The synthesizer sample correctly promotes "import-confusion" (3 independent participants) to INSIGHT and flags "wants-slack" (1 participant) as an ANECDOTE.

## Forcing-question library (Matt Pocock grill discipline)

Walked one at a time by `/cs:grill-research-ops` or the orchestrator. Recommended answer + canon citation per question.
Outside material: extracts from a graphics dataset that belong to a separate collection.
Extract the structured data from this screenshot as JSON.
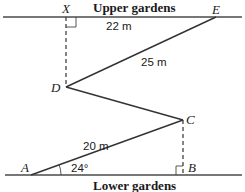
{
  "regions": {
    "upper": "Upper gardens",
    "lower": "Lower gardens"
  },
  "points": {
    "X": "X",
    "E": "E",
    "D": "D",
    "C": "C",
    "A": "A",
    "B": "B"
  },
  "measurements": {
    "XE": "22 m",
    "DE": "25 m",
    "AC": "20 m",
    "angle_A": "24°"
  },
  "colors": {
    "line": "#3a3a3a",
    "text": "#1a1a1a",
    "background": "#ffffff"
  }
}
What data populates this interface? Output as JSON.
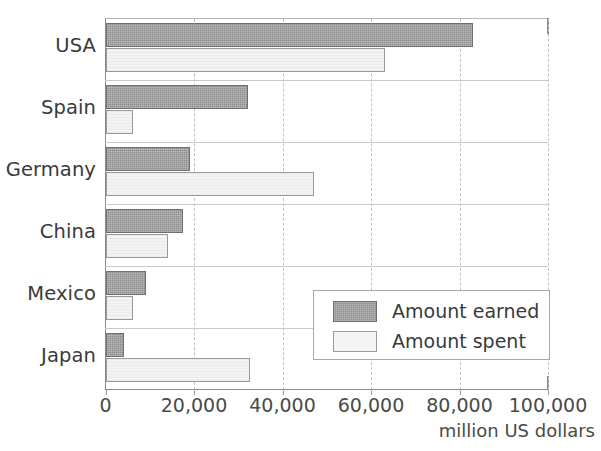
{
  "chart_data": {
    "type": "bar",
    "orientation": "horizontal",
    "title": "",
    "xlabel": "million US dollars",
    "ylabel": "",
    "xlim": [
      0,
      100000
    ],
    "xticks": [
      0,
      20000,
      40000,
      60000,
      80000,
      100000
    ],
    "xtick_labels": [
      "0",
      "20,000",
      "40,000",
      "60,000",
      "80,000",
      "100,000"
    ],
    "grid": "vertical-dashed",
    "legend_position": "inside-lower-right",
    "categories": [
      "USA",
      "Spain",
      "Germany",
      "China",
      "Mexico",
      "Japan"
    ],
    "series": [
      {
        "name": "Amount earned",
        "color": "#8d8d8d",
        "values": [
          83000,
          32000,
          19000,
          17500,
          9000,
          4000
        ]
      },
      {
        "name": "Amount spent",
        "color": "#f3f3f3",
        "values": [
          63000,
          6000,
          47000,
          14000,
          6000,
          32500
        ]
      }
    ]
  },
  "legend": {
    "entries": [
      {
        "label": "Amount earned",
        "swatch": "earned"
      },
      {
        "label": "Amount spent",
        "swatch": "spent"
      }
    ]
  },
  "axis": {
    "unit_label": "million US dollars"
  }
}
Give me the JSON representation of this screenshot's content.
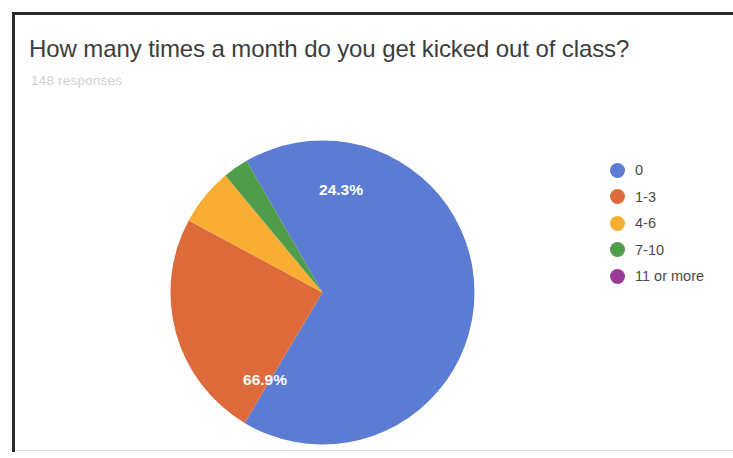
{
  "card": {
    "title": "How many times a month do you get kicked out of class?",
    "subtitle": "148 responses"
  },
  "legend": {
    "items": [
      {
        "label": "0",
        "color": "#5c7cd4"
      },
      {
        "label": "1-3",
        "color": "#dd6a3b"
      },
      {
        "label": "4-6",
        "color": "#f9ae33"
      },
      {
        "label": "7-10",
        "color": "#4f9d4b"
      },
      {
        "label": "11 or more",
        "color": "#9c3a97"
      }
    ]
  },
  "slice_labels": {
    "blue": "66.9%",
    "orange": "24.3%"
  },
  "chart_data": {
    "type": "pie",
    "title": "How many times a month do you get kicked out of class?",
    "subtitle": "148 responses",
    "total_responses": 148,
    "categories": [
      "0",
      "1-3",
      "4-6",
      "7-10",
      "11 or more"
    ],
    "values": [
      66.9,
      24.3,
      6.1,
      2.7,
      0.0
    ],
    "value_unit": "percent",
    "visible_data_labels": [
      "66.9%",
      "24.3%"
    ],
    "colors": [
      "#5c7cd4",
      "#dd6a3b",
      "#f9ae33",
      "#4f9d4b",
      "#9c3a97"
    ],
    "legend_position": "right",
    "grid": false,
    "start_angle_deg": -30,
    "direction": "clockwise"
  }
}
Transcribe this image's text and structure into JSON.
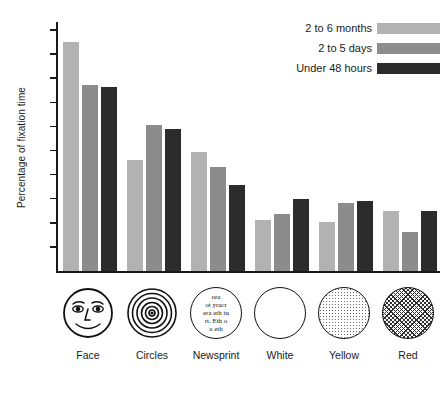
{
  "chart_data": {
    "type": "bar",
    "title": "",
    "xlabel": "",
    "ylabel": "Percentage of fixation time",
    "categories": [
      "Face",
      "Circles",
      "Newsprint",
      "White",
      "Yellow",
      "Red"
    ],
    "series": [
      {
        "name": "2 to 6 months",
        "color": "#b2b2b2",
        "values": [
          34.0,
          18.4,
          19.8,
          8.5,
          8.1,
          9.9
        ]
      },
      {
        "name": "2 to 5 days",
        "color": "#8c8c8c",
        "values": [
          29.4,
          24.3,
          17.3,
          9.5,
          11.3,
          6.5
        ]
      },
      {
        "name": "Under 48 hours",
        "color": "#2c2c2c",
        "values": [
          29.3,
          23.6,
          14.2,
          12.0,
          11.6,
          10.0
        ]
      }
    ],
    "yticks": [
      36,
      32,
      30,
      28,
      24,
      20,
      16,
      12,
      8,
      4
    ],
    "ylim": [
      0,
      38
    ],
    "grid": false,
    "legend_position": "top-right"
  },
  "legend": {
    "items": [
      {
        "label": "2 to 6 months",
        "color": "#b2b2b2"
      },
      {
        "label": "2 to 5 days",
        "color": "#8c8c8c"
      },
      {
        "label": "Under 48 hours",
        "color": "#2c2c2c"
      }
    ]
  },
  "stimuli": [
    {
      "label": "Face",
      "icon": "face-circle-icon"
    },
    {
      "label": "Circles",
      "icon": "concentric-circles-icon"
    },
    {
      "label": "Newsprint",
      "icon": "newsprint-circle-icon"
    },
    {
      "label": "White",
      "icon": "white-circle-icon"
    },
    {
      "label": "Yellow",
      "icon": "yellow-stipple-circle-icon"
    },
    {
      "label": "Red",
      "icon": "red-crosshatch-circle-icon"
    }
  ],
  "newsprint_text": [
    "rea",
    "ot yracr",
    "era eth tu",
    "rt. Eth o",
    "a eth"
  ]
}
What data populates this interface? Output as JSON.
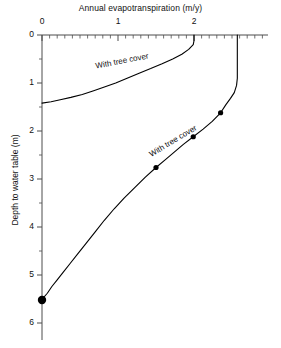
{
  "chart_data": {
    "type": "line",
    "title": "Annual evapotranspiration (m/y)",
    "xlabel": "Annual evapotranspiration (m/y)",
    "ylabel": "Depth to water table (m)",
    "xlim": [
      0,
      2.9
    ],
    "ylim": [
      0,
      6.3
    ],
    "y_inverted": true,
    "grid": false,
    "legend": "inline-curve-labels",
    "xticks": [
      0,
      1,
      2
    ],
    "xtick_labels": [
      "0",
      "1",
      "2"
    ],
    "x_minor_tick_step": 0.1,
    "yticks": [
      0,
      1,
      2,
      3,
      4,
      5,
      6
    ],
    "ytick_labels": [
      "0",
      "1",
      "2",
      "3",
      "4",
      "5",
      "6"
    ],
    "y_minor_tick_step": 0.5,
    "series": [
      {
        "name": "With tree cover",
        "label": "With tree cover",
        "note": "upper curve: shallow water table, evapotranspiration rises to ~2.0 m/y then caps vertically at the surface",
        "points": [
          {
            "x": 2.0,
            "y": 0.0
          },
          {
            "x": 2.0,
            "y": 0.12
          },
          {
            "x": 1.99,
            "y": 0.2
          },
          {
            "x": 1.93,
            "y": 0.3
          },
          {
            "x": 1.84,
            "y": 0.4
          },
          {
            "x": 1.72,
            "y": 0.5
          },
          {
            "x": 1.58,
            "y": 0.6
          },
          {
            "x": 1.43,
            "y": 0.7
          },
          {
            "x": 1.27,
            "y": 0.8
          },
          {
            "x": 1.12,
            "y": 0.9
          },
          {
            "x": 0.97,
            "y": 1.0
          },
          {
            "x": 0.83,
            "y": 1.08
          },
          {
            "x": 0.68,
            "y": 1.16
          },
          {
            "x": 0.53,
            "y": 1.24
          },
          {
            "x": 0.38,
            "y": 1.3
          },
          {
            "x": 0.24,
            "y": 1.35
          },
          {
            "x": 0.12,
            "y": 1.39
          },
          {
            "x": 0.0,
            "y": 1.42
          }
        ],
        "markers": []
      },
      {
        "name": "With tree cover (deep)",
        "label": "With tree cover",
        "note": "lower curve: evapotranspiration declines with increasing depth to water table, vertical cap at ~2.57 m/y",
        "points": [
          {
            "x": 2.57,
            "y": 0.0
          },
          {
            "x": 2.57,
            "y": 0.9
          },
          {
            "x": 2.56,
            "y": 1.05
          },
          {
            "x": 2.53,
            "y": 1.2
          },
          {
            "x": 2.48,
            "y": 1.32
          },
          {
            "x": 2.42,
            "y": 1.45
          },
          {
            "x": 2.35,
            "y": 1.62
          },
          {
            "x": 2.24,
            "y": 1.8
          },
          {
            "x": 2.12,
            "y": 1.96
          },
          {
            "x": 1.99,
            "y": 2.12
          },
          {
            "x": 1.86,
            "y": 2.28
          },
          {
            "x": 1.74,
            "y": 2.44
          },
          {
            "x": 1.62,
            "y": 2.6
          },
          {
            "x": 1.5,
            "y": 2.76
          },
          {
            "x": 1.36,
            "y": 2.96
          },
          {
            "x": 1.22,
            "y": 3.18
          },
          {
            "x": 1.08,
            "y": 3.4
          },
          {
            "x": 0.95,
            "y": 3.62
          },
          {
            "x": 0.82,
            "y": 3.86
          },
          {
            "x": 0.7,
            "y": 4.1
          },
          {
            "x": 0.58,
            "y": 4.34
          },
          {
            "x": 0.47,
            "y": 4.56
          },
          {
            "x": 0.37,
            "y": 4.76
          },
          {
            "x": 0.28,
            "y": 4.94
          },
          {
            "x": 0.2,
            "y": 5.1
          },
          {
            "x": 0.13,
            "y": 5.24
          },
          {
            "x": 0.07,
            "y": 5.38
          },
          {
            "x": 0.02,
            "y": 5.47
          },
          {
            "x": 0.0,
            "y": 5.52
          }
        ],
        "markers": [
          {
            "x": 2.35,
            "y": 1.62,
            "size": "small"
          },
          {
            "x": 1.99,
            "y": 2.12,
            "size": "small"
          },
          {
            "x": 1.5,
            "y": 2.76,
            "size": "small"
          },
          {
            "x": 0.0,
            "y": 5.52,
            "size": "large"
          }
        ]
      }
    ],
    "annotations": [
      {
        "text": "With tree cover",
        "x": 1.05,
        "y": 0.55,
        "rotation": -11,
        "target": "upper-curve"
      },
      {
        "text": "With tree cover",
        "x": 1.72,
        "y": 2.2,
        "rotation": -31,
        "target": "lower-curve"
      }
    ],
    "colors": {
      "curve": "#000000",
      "axis": "#4d4d4d",
      "text": "#111111",
      "background": "#ffffff"
    }
  }
}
Never bundled.

1. **"Is this study generative (discover problems) or evaluative (test a solution)?"**
   Recommended: name it first — the method follows from the goal.
   Canon: Rohrer, *When to Use Which User-Experience Research Methods* (NN/g).

2. **"What's your sample size and saturation rationale — and at what confidence?"**
   Recommended: method-based n (5/segment usability; ~12 for thematic saturation), state the confidence.
   Canon: Nielsen; Guest, Bunce & Johnson (2006); Faulkner (2003).

3. **"How many independent participants support each insight — or is it a single-source anecdote?"**
   Recommended: require recurrence across ≥3 sources before calling it an insight; flag singletons.
   Canon: atomic research / ResearchOps; Braun & Clarke thematic analysis.

4. **"Are your interview / usability tasks framed as outcomes (jobs) or as feature reactions?"**
   Recommended: frame around the job-to-be-done and recent real behavior, not hypothetical opinion.
   Canon: Christensen/Ulwick Jobs-to-be-Done; Portigal *Interviewing Users*.

5. **"Where does this land in the repository, and how is it tagged for reuse?"**
   Recommended: tag to the atomic schema at synthesis time, not later.
   Canon: Tomer Sharon, *Polaris* / ResearchOps repository practice.

Walk depth-first. Lock 1-2 before opening 3-5. After all are answered, invoke `study_designer.py` → `saturation_planner.py` → (after fielding) `insight_synthesizer.py`.